The prime minister and Finance Ministry will not be starting from scratch. Over the summer, the caretaker government carried out an unprecedented exercise: Preparing a budget bill that was described as "reversible," rolling over €492 billion from 2024, which represents a €10 billion cut when taking inflation into account. The outgoing prime minister, Gabriel Attal, nevertheless allowed himself to make cuts in employment and environmental credits, while the public accounts ministry has just reported a slight drop in expected tax revenues.

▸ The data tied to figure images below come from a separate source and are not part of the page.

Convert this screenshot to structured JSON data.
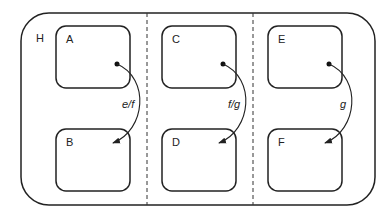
{
  "diagram": {
    "container": {
      "label": "H"
    },
    "states": [
      {
        "id": "A",
        "label": "A"
      },
      {
        "id": "B",
        "label": "B"
      },
      {
        "id": "C",
        "label": "C"
      },
      {
        "id": "D",
        "label": "D"
      },
      {
        "id": "E",
        "label": "E"
      },
      {
        "id": "F",
        "label": "F"
      }
    ],
    "transitions": [
      {
        "from": "A",
        "to": "B",
        "label": "e/f"
      },
      {
        "from": "C",
        "to": "D",
        "label": "f/g"
      },
      {
        "from": "E",
        "to": "F",
        "label": "g"
      }
    ],
    "regions": 3,
    "colors": {
      "stroke": "#222222",
      "background": "#ffffff"
    }
  }
}
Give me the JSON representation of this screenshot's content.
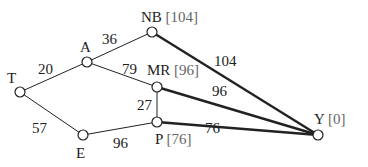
{
  "diagram": {
    "nodes": [
      {
        "id": "T",
        "label": "T",
        "heuristic": "",
        "x": 20,
        "y": 92,
        "lx": 7,
        "ly": 83
      },
      {
        "id": "A",
        "label": "A",
        "heuristic": "",
        "x": 87,
        "y": 62,
        "lx": 80,
        "ly": 52
      },
      {
        "id": "NB",
        "label": "NB",
        "heuristic": "[104]",
        "x": 152,
        "y": 32,
        "lx": 141,
        "ly": 22
      },
      {
        "id": "MR",
        "label": "MR",
        "heuristic": "[96]",
        "x": 157,
        "y": 87,
        "lx": 147,
        "ly": 75
      },
      {
        "id": "P",
        "label": "P",
        "heuristic": "[76]",
        "x": 157,
        "y": 122,
        "lx": 155,
        "ly": 144
      },
      {
        "id": "E",
        "label": "E",
        "heuristic": "",
        "x": 83,
        "y": 135,
        "lx": 76,
        "ly": 158
      },
      {
        "id": "Y",
        "label": "Y",
        "heuristic": "[0]",
        "x": 318,
        "y": 135,
        "lx": 314,
        "ly": 124
      }
    ],
    "edges": [
      {
        "from": "T",
        "to": "A",
        "weight": "20",
        "bold": false,
        "wx": 38,
        "wy": 74
      },
      {
        "from": "A",
        "to": "NB",
        "weight": "36",
        "bold": false,
        "wx": 102,
        "wy": 44
      },
      {
        "from": "A",
        "to": "MR",
        "weight": "79",
        "bold": false,
        "wx": 122,
        "wy": 74
      },
      {
        "from": "T",
        "to": "E",
        "weight": "57",
        "bold": false,
        "wx": 32,
        "wy": 133
      },
      {
        "from": "E",
        "to": "P",
        "weight": "96",
        "bold": false,
        "wx": 113,
        "wy": 148
      },
      {
        "from": "MR",
        "to": "P",
        "weight": "27",
        "bold": false,
        "wx": 137,
        "wy": 110
      },
      {
        "from": "NB",
        "to": "Y",
        "weight": "104",
        "bold": true,
        "wx": 214,
        "wy": 66
      },
      {
        "from": "MR",
        "to": "Y",
        "weight": "96",
        "bold": true,
        "wx": 212,
        "wy": 96
      },
      {
        "from": "P",
        "to": "Y",
        "weight": "76",
        "bold": true,
        "wx": 205,
        "wy": 133
      }
    ]
  }
}
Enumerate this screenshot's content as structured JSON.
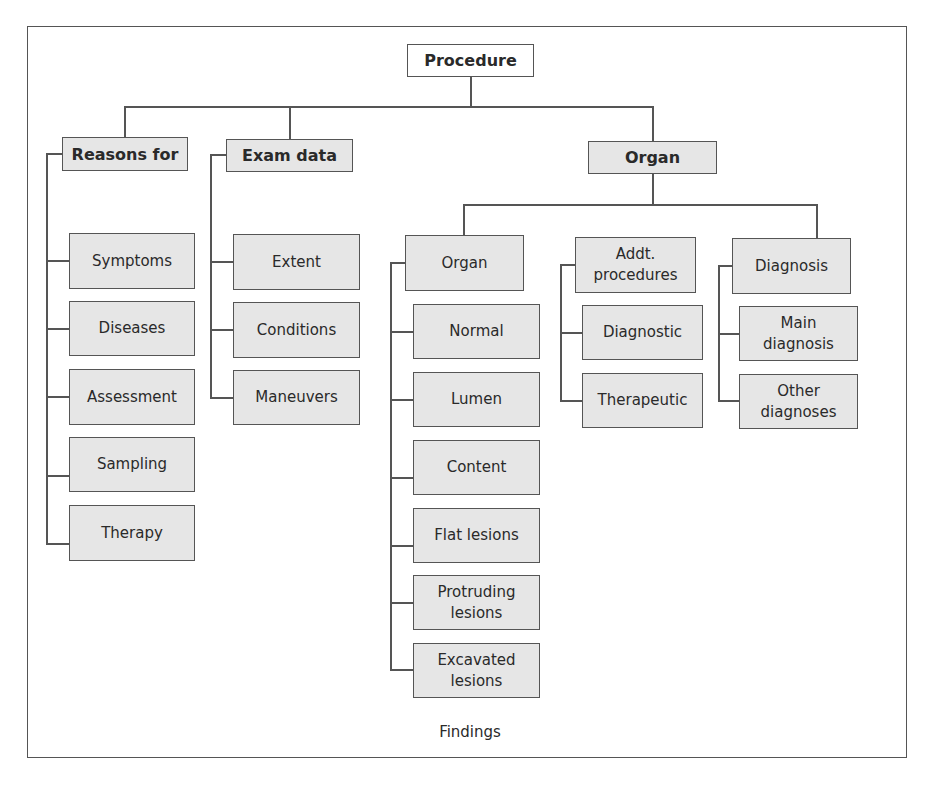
{
  "diagram": {
    "root": "Procedure",
    "level1": {
      "reasons": "Reasons for",
      "exam": "Exam data",
      "organ": "Organ"
    },
    "reasons_children": [
      "Symptoms",
      "Diseases",
      "Assessment",
      "Sampling",
      "Therapy"
    ],
    "exam_children": [
      "Extent",
      "Conditions",
      "Maneuvers"
    ],
    "organ_level2": {
      "organ": "Organ",
      "addt": "Addt. procedures",
      "diagnosis": "Diagnosis"
    },
    "organ_children": [
      "Normal",
      "Lumen",
      "Content",
      "Flat lesions",
      "Protruding lesions",
      "Excavated lesions"
    ],
    "addt_children": [
      "Diagnostic",
      "Therapeutic"
    ],
    "diagnosis_children": [
      "Main diagnosis",
      "Other diagnoses"
    ],
    "footer_label": "Findings"
  },
  "colors": {
    "box_fill": "#e6e6e6",
    "line": "#555555",
    "root_fill": "#ffffff"
  }
}
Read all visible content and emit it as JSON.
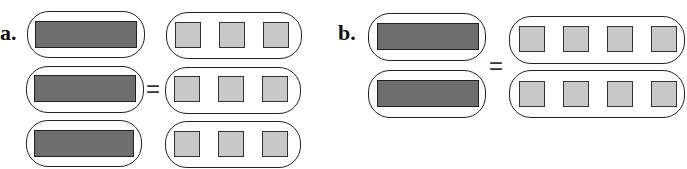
{
  "parts": [
    {
      "label": "a.",
      "left_groups": 3,
      "right_groups": 3,
      "units_per_right_group": 3,
      "equals": "="
    },
    {
      "label": "b.",
      "left_groups": 2,
      "right_groups": 2,
      "units_per_right_group": 4,
      "equals": "="
    }
  ],
  "colors": {
    "bar_fill": "#6e6e6e",
    "unit_fill": "#c8c8c8",
    "outline": "#222222"
  }
}
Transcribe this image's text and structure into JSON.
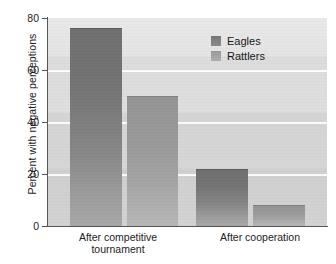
{
  "chart_data": {
    "type": "bar",
    "title": "",
    "xlabel": "",
    "ylabel": "Percent with negative perceptions",
    "categories": [
      "After competitive tournament",
      "After cooperation"
    ],
    "category_lines": [
      [
        "After competitive",
        "tournament"
      ],
      [
        "After cooperation"
      ]
    ],
    "series": [
      {
        "name": "Eagles",
        "values": [
          76,
          22
        ],
        "color": "#757575"
      },
      {
        "name": "Rattlers",
        "values": [
          50,
          8
        ],
        "color": "#9d9d9d"
      }
    ],
    "ylim": [
      0,
      80
    ],
    "yticks": [
      0,
      20,
      40,
      60,
      80
    ],
    "ytick_labels": [
      "0",
      "20",
      "40",
      "60",
      "80"
    ],
    "grid": true,
    "grid_axis": "y",
    "legend_position": "top-right",
    "legend_entries": [
      "Eagles",
      "Rattlers"
    ],
    "panel_background": "#dcdcdc",
    "gridline_color": "#ffffff"
  },
  "axes": {
    "y_title": "Percent with negative perceptions",
    "y_tick_labels": [
      "80",
      "60",
      "40",
      "20",
      "0"
    ]
  },
  "legend": {
    "items": [
      {
        "label": "Eagles"
      },
      {
        "label": "Rattlers"
      }
    ]
  },
  "x_axis": {
    "groups": [
      {
        "line1": "After competitive",
        "line2": "tournament"
      },
      {
        "line1": "After cooperation",
        "line2": ""
      }
    ]
  }
}
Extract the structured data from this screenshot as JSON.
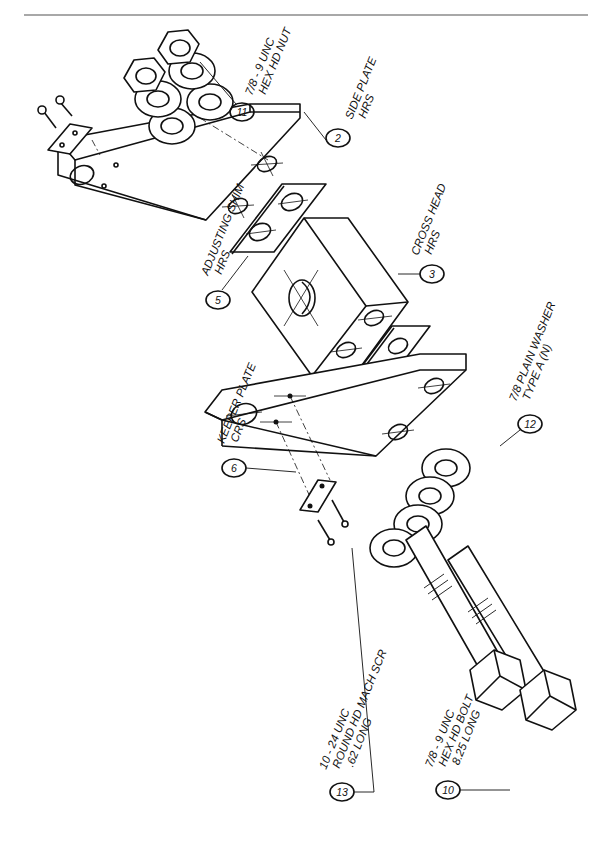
{
  "drawing": {
    "type": "exploded isometric assembly",
    "callouts": [
      {
        "id": "part-2",
        "number": "2",
        "lines": [
          "SIDE PLATE",
          "HRS"
        ]
      },
      {
        "id": "part-3",
        "number": "3",
        "lines": [
          "CROSS HEAD",
          "HRS"
        ]
      },
      {
        "id": "part-5",
        "number": "5",
        "lines": [
          "ADJUSTING SHIM",
          "HRS"
        ]
      },
      {
        "id": "part-6",
        "number": "6",
        "lines": [
          "KEEPER PLATE",
          "CRS"
        ]
      },
      {
        "id": "part-10",
        "number": "10",
        "lines": [
          "7/8 - 9 UNC",
          "HEX HD BOLT",
          "8.25 LONG"
        ]
      },
      {
        "id": "part-11",
        "number": "11",
        "lines": [
          "7/8 - 9 UNC",
          "HEX HD NUT"
        ]
      },
      {
        "id": "part-12",
        "number": "12",
        "lines": [
          "7/8 PLAIN WASHER",
          "TYPE A (N)"
        ]
      },
      {
        "id": "part-13",
        "number": "13",
        "lines": [
          "10 - 24 UNC",
          "ROUND HD MACH SCR",
          ".62 LONG"
        ]
      }
    ]
  },
  "colors": {
    "ink": "#111111",
    "paper": "#ffffff",
    "rule": "#a8a8a8"
  }
}
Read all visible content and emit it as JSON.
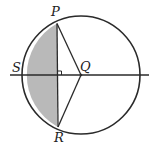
{
  "diagram": {
    "type": "circle-geometry",
    "labels": {
      "P": "P",
      "Q": "Q",
      "R": "R",
      "S": "S"
    },
    "colors": {
      "stroke": "#2a2a2a",
      "shade": "#b9b9b9",
      "background": "#ffffff"
    }
  }
}
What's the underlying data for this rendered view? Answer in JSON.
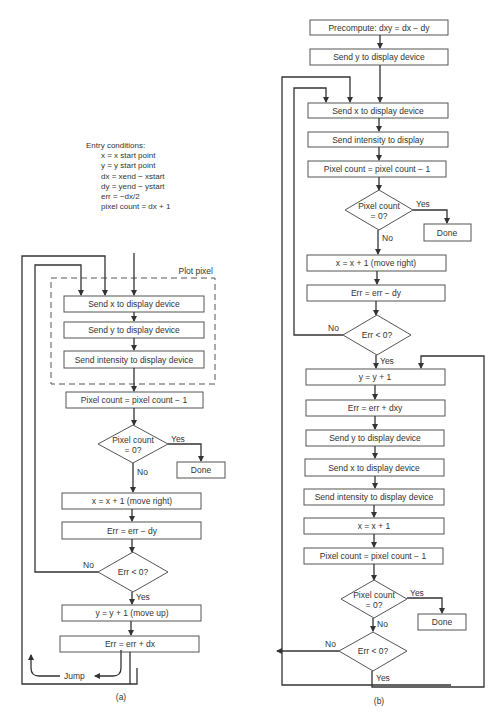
{
  "entry_conditions": {
    "title": "Entry conditions:",
    "lines": [
      "x = x start point",
      "y = y start point",
      "dx = xend − xstart",
      "dy = yend − ystart",
      "err = −dx/2",
      "pixel count = dx + 1"
    ]
  },
  "flow_a": {
    "group_label": "Plot pixel",
    "send_x": "Send x to display device",
    "send_y": "Send y to display device",
    "send_intensity": "Send intensity to display device",
    "pixel_dec": "Pixel count = pixel count − 1",
    "decision_pixel_l1": "Pixel count",
    "decision_pixel_l2": "= 0?",
    "yes": "Yes",
    "no": "No",
    "done": "Done",
    "move_right": "x = x + 1 (move right)",
    "err_minus": "Err = err − dy",
    "decision_err": "Err < 0?",
    "move_up": "y = y + 1 (move up)",
    "err_plus": "Err = err + dx",
    "jump": "Jump",
    "caption": "(a)"
  },
  "flow_b": {
    "precompute": "Precompute:  dxy = dx − dy",
    "send_y": "Send y to display device",
    "send_x": "Send x to display device",
    "send_intensity": "Send intensity to display",
    "pixel_dec": "Pixel count = pixel count − 1",
    "decision_pixel_l1": "Pixel count",
    "decision_pixel_l2": "= 0?",
    "yes": "Yes",
    "no": "No",
    "done": "Done",
    "move_right": "x = x + 1 (move right)",
    "err_minus": "Err = err − dy",
    "decision_err": "Err < 0?",
    "inc_y": "y = y + 1",
    "err_plus": "Err = err + dxy",
    "send_y2": "Send y to display device",
    "send_x2": "Send x to display device",
    "send_intensity2": "Send intensity to display device",
    "inc_x": "x = x + 1",
    "pixel_dec2": "Pixel count = pixel count − 1",
    "decision_pixel2_l1": "Pixel count",
    "decision_pixel2_l2": "= 0?",
    "yes2": "Yes",
    "no2": "No",
    "done2": "Done",
    "decision_err2": "Err < 0?",
    "no3": "No",
    "yes3": "Yes",
    "caption": "(b)"
  }
}
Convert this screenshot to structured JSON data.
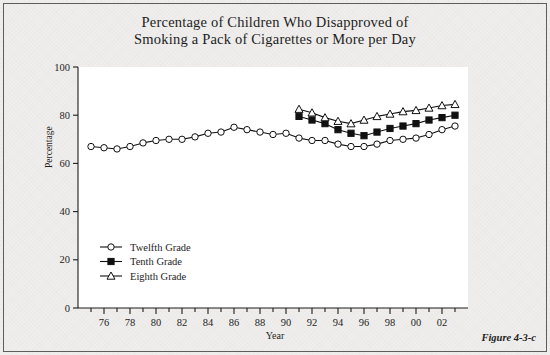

A double constraint – political and financial – weighs on the budget's preparation. This is unprecedented. Until now, the bill allowed a government with a majority in the Assemblée Nationale (even if relative) to put forward its priorities, without any major risk of seeing its bill rejected. Today, the opposite is true, and decisions will be dictated by politics rather than policy: The goal is to present a text likely to be adopted without the government being toppled. "It is around the budget that a coalition or legislative pact will or will not be built," said Thomas Cazenave, outgoing minister for public accounts, in an interview in the newspaper Les Echos on August 5.

The budget bill therefore plays an unprecedented role. More than just a one-off project, it will define the context within which a coalition could manage the country, for want of reforming it. This carries the obvious risk of producing a budget that reflects the lowest common denominator between the parties that accepted this "legislative pact," which could be close to disintegrating at any moment. What's more, it could leave the country bogged down until the next dissolution of the Assemblé – at the earliest, next year– and, more certainly, until the 2027 presidential election.